CHAPTER XIII.
ANDY ON GUARD.

The Peabody girls, as people in Hamilton were accustomed to call them, though they were over fifty years of age, lived in an old-fashioned house, consisting of a main part and an L.

It was a prim-looking house, and everything about it looked prim; but nothing could be more neat and orderly. The front yard was in perfect order. Not a stick or a stone was out of place.

In the fall, when the leaves fell from the trees, they were carefully gathered every morning and carried away, for even nature was not allowed to make a litter on the old maids’ premises.

A brass knocker projected from the outer door. The Misses Peabody had not yet adopted the modern innovation of bells. On either side of the front door was a square room—one serving as a parlor, the other as a sitting-room. In the rear of the latter was a kitchen, and in the rear of that was a woodshed. The last two rooms were in the L part. This L part consisted of a single story, surmounted by a gently-sloping roof. From the chamber over the sitting-room one could look out upon the roof of the L part.

This the reader will please to remember.

When Andy knocked at the door at five o’clock, it was opened by Miss Sally Peabody in person.

“I am so glad you have come, Andy,” she said, “and so is sister Susan. I never said anything to her about inviting you, but she thought it a capital idea. We shall feel ever so much safer.”

Of course Andy felt flattered by the importance assigned to his presence. What boy of his age would not?

“I don’t know whether I can do any good, Miss Sally,” he said, “but I am very glad to come.”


■ Task to complete ■
Every line that contains "degree" must be located and copied from the data.

Dataset rows about figures

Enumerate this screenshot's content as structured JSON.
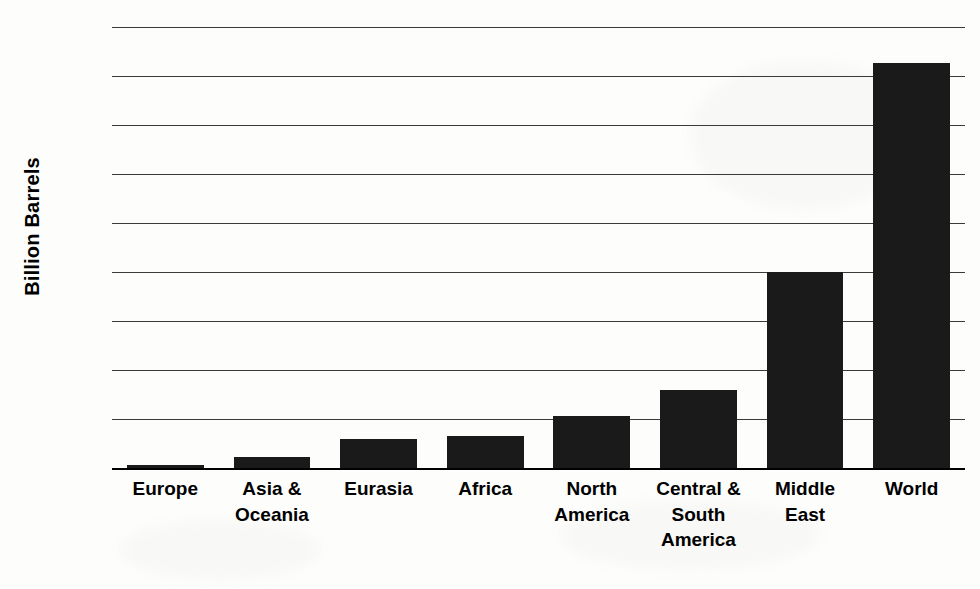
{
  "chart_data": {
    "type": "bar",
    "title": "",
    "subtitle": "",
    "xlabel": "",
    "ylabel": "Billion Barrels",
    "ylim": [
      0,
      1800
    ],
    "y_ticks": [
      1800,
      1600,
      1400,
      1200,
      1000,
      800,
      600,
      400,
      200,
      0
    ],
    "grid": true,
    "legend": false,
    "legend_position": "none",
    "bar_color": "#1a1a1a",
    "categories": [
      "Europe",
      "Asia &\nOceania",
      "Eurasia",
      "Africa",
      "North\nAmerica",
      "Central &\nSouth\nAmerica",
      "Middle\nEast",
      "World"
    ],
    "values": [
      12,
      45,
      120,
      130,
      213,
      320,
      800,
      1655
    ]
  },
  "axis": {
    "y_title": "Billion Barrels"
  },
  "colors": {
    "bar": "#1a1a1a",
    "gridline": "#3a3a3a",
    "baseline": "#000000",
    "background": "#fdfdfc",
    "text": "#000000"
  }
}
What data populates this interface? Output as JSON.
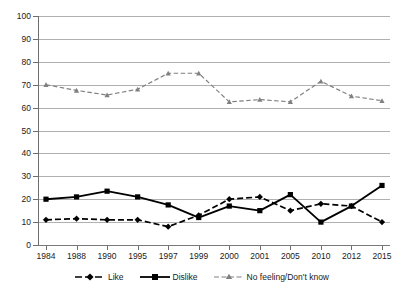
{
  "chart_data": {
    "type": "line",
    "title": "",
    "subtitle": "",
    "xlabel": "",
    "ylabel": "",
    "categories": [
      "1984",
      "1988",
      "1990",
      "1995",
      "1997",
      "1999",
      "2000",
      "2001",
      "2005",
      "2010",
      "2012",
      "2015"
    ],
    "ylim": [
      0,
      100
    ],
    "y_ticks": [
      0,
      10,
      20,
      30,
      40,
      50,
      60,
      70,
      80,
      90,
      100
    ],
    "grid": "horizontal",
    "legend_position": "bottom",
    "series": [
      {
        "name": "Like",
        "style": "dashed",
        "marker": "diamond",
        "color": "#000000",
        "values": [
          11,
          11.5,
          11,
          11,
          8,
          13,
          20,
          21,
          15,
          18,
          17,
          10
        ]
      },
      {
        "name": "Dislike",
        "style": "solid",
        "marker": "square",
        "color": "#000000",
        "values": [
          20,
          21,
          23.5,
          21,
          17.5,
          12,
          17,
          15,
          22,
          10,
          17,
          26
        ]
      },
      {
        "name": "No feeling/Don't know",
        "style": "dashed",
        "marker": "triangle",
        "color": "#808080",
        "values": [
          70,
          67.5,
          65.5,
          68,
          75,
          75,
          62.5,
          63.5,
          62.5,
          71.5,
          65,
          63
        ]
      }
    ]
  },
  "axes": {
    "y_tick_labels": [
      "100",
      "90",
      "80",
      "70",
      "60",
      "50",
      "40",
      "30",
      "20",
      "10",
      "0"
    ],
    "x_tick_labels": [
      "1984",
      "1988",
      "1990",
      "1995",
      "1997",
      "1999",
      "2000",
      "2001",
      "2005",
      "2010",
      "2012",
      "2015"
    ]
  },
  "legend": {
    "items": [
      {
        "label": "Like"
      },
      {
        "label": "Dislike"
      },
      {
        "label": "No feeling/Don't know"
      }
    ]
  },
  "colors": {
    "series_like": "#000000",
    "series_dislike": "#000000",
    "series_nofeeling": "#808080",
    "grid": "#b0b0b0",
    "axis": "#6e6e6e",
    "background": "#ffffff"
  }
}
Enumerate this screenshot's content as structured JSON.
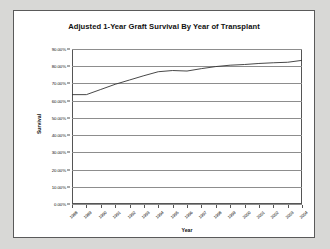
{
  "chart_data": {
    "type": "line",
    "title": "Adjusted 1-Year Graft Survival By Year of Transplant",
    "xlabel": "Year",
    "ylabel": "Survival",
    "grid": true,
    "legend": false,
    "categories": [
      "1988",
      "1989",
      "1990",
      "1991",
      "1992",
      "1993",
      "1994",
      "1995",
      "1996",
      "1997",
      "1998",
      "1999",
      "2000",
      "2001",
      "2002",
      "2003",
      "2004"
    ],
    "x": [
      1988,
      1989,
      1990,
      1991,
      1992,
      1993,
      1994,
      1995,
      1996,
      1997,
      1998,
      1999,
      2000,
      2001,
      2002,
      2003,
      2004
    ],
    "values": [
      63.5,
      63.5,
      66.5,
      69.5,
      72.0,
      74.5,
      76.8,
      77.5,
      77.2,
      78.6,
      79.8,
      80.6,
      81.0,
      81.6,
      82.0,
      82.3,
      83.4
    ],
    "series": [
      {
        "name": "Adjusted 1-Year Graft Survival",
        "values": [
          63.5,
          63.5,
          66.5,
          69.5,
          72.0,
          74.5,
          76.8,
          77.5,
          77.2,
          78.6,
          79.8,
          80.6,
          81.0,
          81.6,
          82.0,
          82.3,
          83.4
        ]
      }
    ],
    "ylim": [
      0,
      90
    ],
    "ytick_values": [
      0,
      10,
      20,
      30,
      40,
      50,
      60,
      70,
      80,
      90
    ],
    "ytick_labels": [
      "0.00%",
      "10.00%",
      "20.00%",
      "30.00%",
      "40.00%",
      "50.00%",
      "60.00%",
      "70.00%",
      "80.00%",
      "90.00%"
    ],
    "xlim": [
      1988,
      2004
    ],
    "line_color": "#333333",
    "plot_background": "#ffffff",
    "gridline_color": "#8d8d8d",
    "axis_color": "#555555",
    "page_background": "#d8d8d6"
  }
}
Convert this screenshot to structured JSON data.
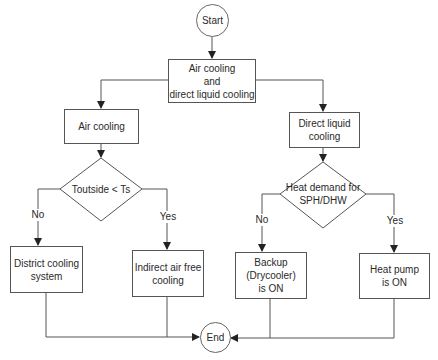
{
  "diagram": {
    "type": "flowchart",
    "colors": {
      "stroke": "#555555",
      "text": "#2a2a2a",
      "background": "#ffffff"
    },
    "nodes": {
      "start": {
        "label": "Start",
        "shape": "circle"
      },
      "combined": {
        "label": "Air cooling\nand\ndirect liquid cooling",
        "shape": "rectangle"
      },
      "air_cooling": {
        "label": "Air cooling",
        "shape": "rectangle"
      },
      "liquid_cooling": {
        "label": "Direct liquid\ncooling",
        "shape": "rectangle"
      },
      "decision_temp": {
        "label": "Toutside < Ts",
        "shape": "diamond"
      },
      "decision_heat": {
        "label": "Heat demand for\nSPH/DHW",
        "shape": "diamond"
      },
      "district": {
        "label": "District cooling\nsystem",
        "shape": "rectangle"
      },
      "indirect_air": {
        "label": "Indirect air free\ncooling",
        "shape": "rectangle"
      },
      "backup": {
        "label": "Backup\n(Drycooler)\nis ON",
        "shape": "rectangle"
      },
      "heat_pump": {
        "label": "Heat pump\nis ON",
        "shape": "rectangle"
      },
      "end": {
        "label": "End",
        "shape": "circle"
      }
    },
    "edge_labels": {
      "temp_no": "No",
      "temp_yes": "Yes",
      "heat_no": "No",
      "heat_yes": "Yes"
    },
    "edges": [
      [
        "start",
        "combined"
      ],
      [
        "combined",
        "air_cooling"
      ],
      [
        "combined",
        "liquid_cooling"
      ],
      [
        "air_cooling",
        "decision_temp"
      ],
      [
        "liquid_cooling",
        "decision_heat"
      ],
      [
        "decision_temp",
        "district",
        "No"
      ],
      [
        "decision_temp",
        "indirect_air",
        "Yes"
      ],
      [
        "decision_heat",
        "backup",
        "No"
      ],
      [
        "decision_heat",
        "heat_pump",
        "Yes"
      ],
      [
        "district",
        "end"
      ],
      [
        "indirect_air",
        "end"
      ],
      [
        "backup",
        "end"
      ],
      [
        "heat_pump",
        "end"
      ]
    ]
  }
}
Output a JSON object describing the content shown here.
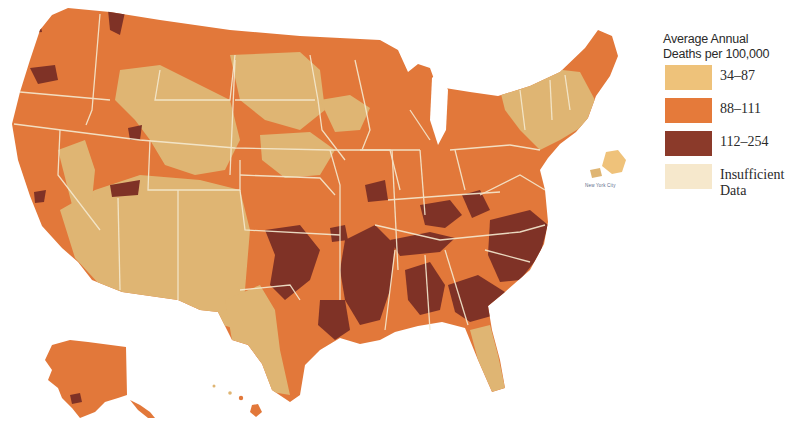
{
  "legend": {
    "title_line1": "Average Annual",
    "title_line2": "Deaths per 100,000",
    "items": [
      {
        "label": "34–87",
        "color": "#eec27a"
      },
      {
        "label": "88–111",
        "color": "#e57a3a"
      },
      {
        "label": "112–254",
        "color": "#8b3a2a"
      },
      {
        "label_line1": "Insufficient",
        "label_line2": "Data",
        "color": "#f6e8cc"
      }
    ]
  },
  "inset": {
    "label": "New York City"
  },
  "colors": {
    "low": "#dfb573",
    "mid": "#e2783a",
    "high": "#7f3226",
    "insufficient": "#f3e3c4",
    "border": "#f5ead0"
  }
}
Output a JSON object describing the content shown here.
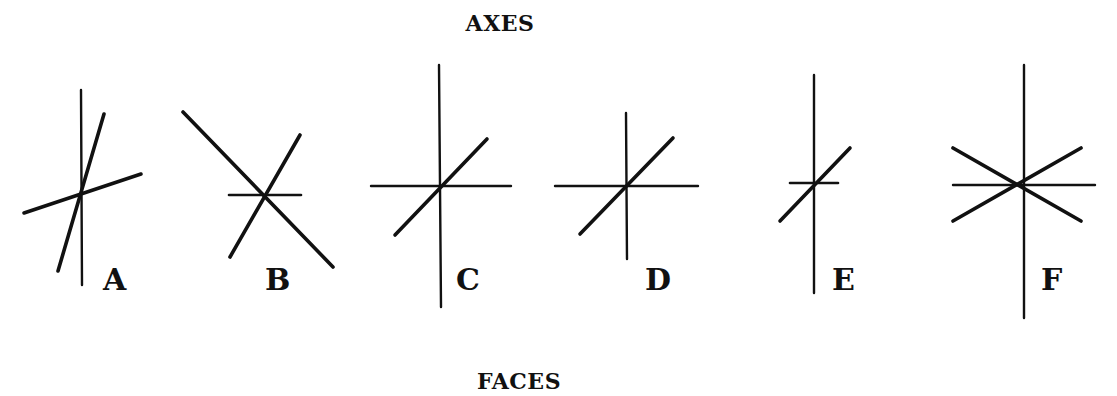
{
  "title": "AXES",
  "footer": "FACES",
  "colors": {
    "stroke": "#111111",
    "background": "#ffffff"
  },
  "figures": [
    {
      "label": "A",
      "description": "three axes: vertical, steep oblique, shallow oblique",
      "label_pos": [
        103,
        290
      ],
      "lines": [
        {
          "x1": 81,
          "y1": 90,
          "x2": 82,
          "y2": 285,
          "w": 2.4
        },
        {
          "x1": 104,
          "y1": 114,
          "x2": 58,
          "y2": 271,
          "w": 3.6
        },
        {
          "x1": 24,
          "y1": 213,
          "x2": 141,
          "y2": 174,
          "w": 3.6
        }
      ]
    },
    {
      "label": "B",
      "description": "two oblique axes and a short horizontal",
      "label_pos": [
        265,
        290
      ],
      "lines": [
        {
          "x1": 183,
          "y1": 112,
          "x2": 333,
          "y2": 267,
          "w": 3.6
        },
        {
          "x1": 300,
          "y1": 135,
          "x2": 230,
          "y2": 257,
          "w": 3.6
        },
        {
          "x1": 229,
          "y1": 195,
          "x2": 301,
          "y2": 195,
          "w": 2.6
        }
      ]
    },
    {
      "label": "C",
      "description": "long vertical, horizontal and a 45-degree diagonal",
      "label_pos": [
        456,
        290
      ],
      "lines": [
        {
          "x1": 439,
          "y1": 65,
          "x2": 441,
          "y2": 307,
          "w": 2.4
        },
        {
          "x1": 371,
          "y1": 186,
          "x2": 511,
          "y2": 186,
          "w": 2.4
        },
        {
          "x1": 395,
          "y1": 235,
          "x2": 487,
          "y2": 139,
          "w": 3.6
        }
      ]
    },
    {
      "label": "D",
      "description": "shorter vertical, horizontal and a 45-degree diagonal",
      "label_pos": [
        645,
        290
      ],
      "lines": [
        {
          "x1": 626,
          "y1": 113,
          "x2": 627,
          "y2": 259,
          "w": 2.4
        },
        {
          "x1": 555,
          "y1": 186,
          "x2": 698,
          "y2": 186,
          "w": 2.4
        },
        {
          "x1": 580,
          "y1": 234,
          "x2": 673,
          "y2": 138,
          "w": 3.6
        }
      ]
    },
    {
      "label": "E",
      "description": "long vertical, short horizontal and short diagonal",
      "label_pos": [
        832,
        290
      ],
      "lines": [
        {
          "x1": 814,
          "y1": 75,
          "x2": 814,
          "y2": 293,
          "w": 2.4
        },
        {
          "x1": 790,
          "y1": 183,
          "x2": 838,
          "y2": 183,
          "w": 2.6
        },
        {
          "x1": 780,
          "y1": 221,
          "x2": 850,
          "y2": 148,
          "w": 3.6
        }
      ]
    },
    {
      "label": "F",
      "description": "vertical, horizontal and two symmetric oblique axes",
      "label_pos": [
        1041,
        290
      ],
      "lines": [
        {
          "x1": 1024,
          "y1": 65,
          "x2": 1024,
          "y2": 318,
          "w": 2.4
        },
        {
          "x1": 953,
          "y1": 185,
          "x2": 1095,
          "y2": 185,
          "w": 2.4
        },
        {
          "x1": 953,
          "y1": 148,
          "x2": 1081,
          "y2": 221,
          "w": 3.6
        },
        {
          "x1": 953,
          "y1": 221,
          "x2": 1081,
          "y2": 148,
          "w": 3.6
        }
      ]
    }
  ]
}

■ Solved exercise ■
      "description": "long vertical, horizontal and a 45-degree diagonal",
      "description": "shorter vertical, horizontal and a 45-degree diagonal",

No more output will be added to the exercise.